The Official Biononymous GuidebooksHeather Dewey-Hagborg
Media
Guidebooks
Year
2015
Artwork
Biological surveillance is the means by which biological science is used to track, monitor, analyze, and turn bodies into data. It is the extraction of DNA and microbes from our skin, nails, hair and body fluids. It is the analysis of identifying body parts like faces, fingerprints and irises. It is the tracking of life itself by body heat, pulse, perspiration, and involuntary movement. It is the vulnerability we each face every day by the very situation of being human, by simply having a body.
Biononymous.me fosters molecular resistance through the creation of a community to openly discuss, research, and develop potential solutions through art, science, technology, policy, and theory. The Official Biononymous Guidebooks are solutions to be utilised in daily life as a way of resistance.
Artist
Heather Dewey-Hagborg is a transdisciplinary artist and educator who is interested in art as research and critical practice. Her controversial biopolitical art practice includes the project Stranger Visions in which she created portrait sculptures from analyses of genetic material (hair, cigarette butts, chewed up gum) collected in public places.

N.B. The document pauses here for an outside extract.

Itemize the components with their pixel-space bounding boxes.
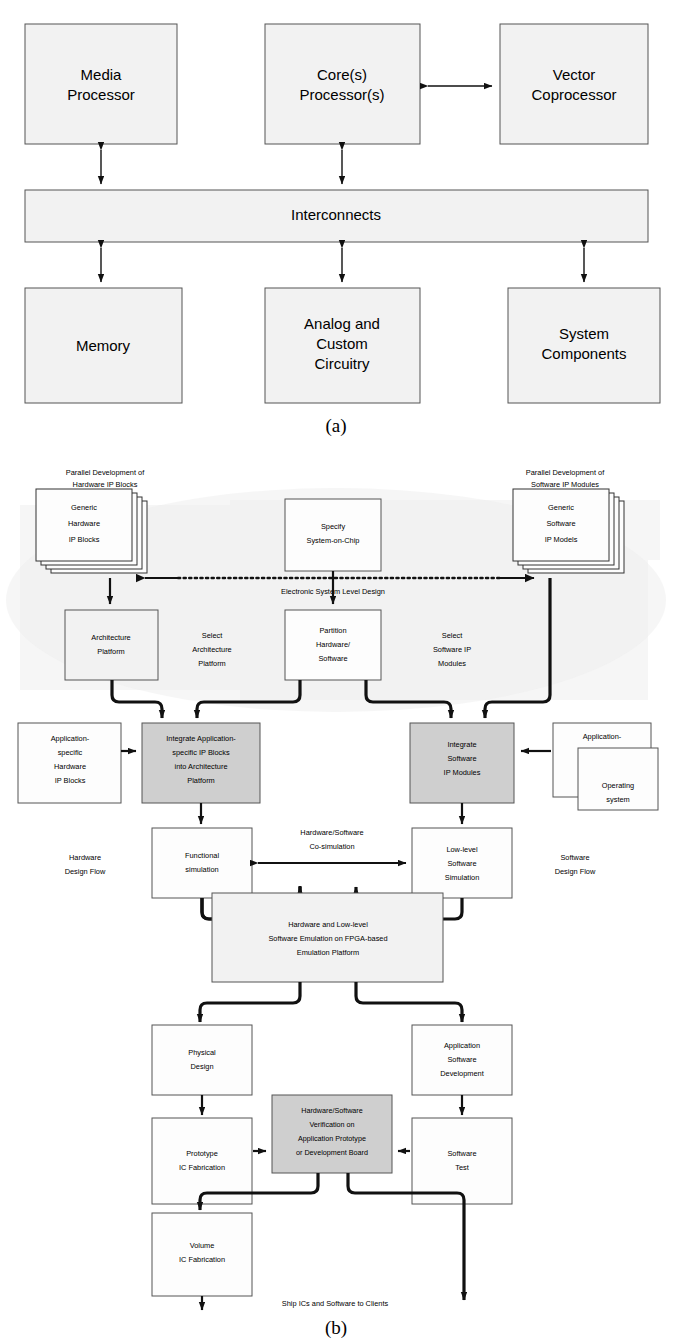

Heather has shown work internationally at events and venues including the World Economic Forum, Shenzhen Urbanism and Architecture Bienniale, the New Museum, and PS1 MOMA. Her work has been widely discussed in the media, from the New York Times and the BBC to TED and Wired. She is an Assistant Professor of Art and Technology Studies at the School of the Art Institute of Chicago and a 2016 Creative Capital award grantee in the area of Emerging Fields.